A bank worker jailed for stealing £120,000 from a wealthy customer she falsely accused of sexual assault is to be deported.
Satnam Kaur was jailed for a year in July after she failed to convince a sheriff she had been given the cash as “hush money”.
Sheriff Christopher Shead ruled she had swindled Robert Brown into signing a blank banker’s draft before plundering his account over a period of a month.
The Indian national paid the money into the account of another customer – Robert Mann – before forging his signature on a blank cheque which was deposited in her own Lloyds TSB account.
The theft happened at the Royal Bank of Scotland branch in Aberdeen’s Albyn Place and more than half the money was sent to an account in India.
None of the cash has been recovered and the bank had to compensate her victims.
Last night Kaur’s solicitor Mike Allan confirmed that his client was to be deported and is currently in Tarl’s Wood Immigration Removal Centre in Bedford waiting to be flown home.
The Home Office refused to comment on individual cases last night.

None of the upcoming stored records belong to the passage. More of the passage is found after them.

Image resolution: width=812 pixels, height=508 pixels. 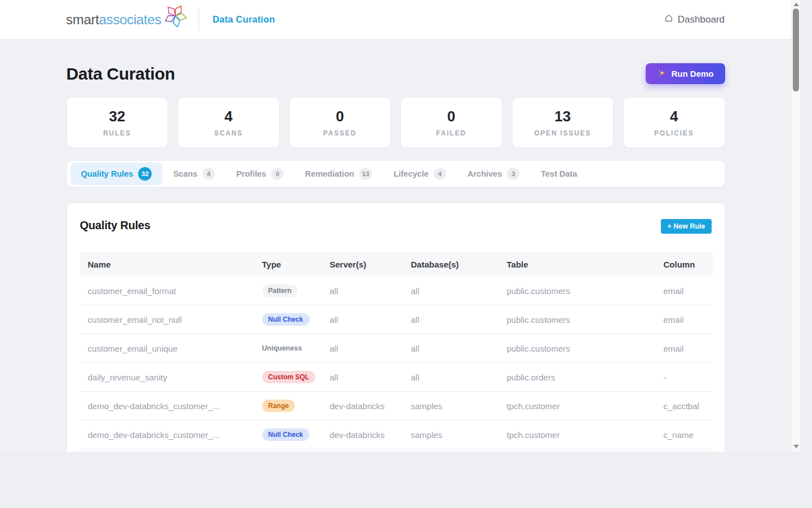 What do you see at coordinates (107, 174) in the screenshot?
I see `tab-label: Quality Rules` at bounding box center [107, 174].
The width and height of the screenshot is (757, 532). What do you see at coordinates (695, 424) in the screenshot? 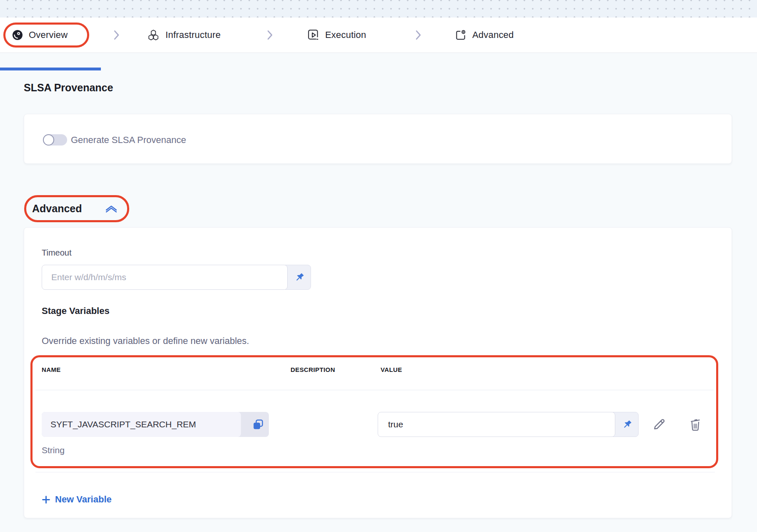
I see `delete-variable-button` at bounding box center [695, 424].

Kaur is due to appear at Aberdeen Sheriff Court today as the Crown tries to recover the cash she stole.
However, she failed to appear at a debate hearing set for earlier this month as efforts were ongoing to fly her out the country.

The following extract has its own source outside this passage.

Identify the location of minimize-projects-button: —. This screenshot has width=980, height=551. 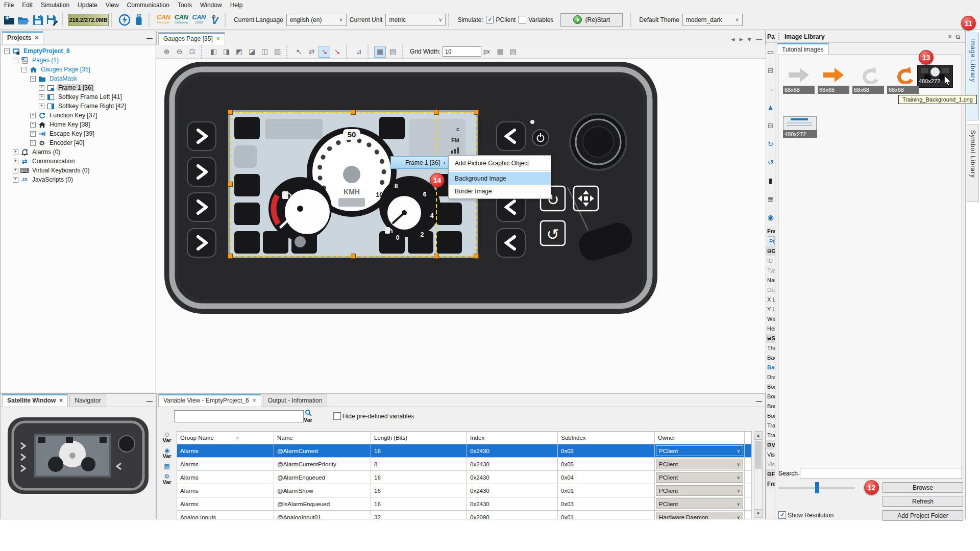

During the hearing Mr Allan told the court that it was unlikely she would ever be able to attend a court date fixed for the future and said she had no money left for the authorities to recover.
Last night north-east MSP and former shadow justice minister Lewis Macdonald said it was important that people who come to the UK and commit crime be deported, but added Kaur may literally get away with “robbing a bank”.
He said: “I think this illustrates just how difficult it can be to recover stolen property from criminals prepared to go to extreme lengths to secure ill gotten gains.
“It is important the Crown continues to try to recover the stolen money, however, in the circumstances, it is right to deport a foreign national who has committed a crime like this.
“I would want the authorities to explore every avenue in trying to recover the money as long as it does not prove too costly.
“If there are other measures they can take to track down the money in India then they should. It may be, on this occasion, she does indeed get away with robbing a bank.”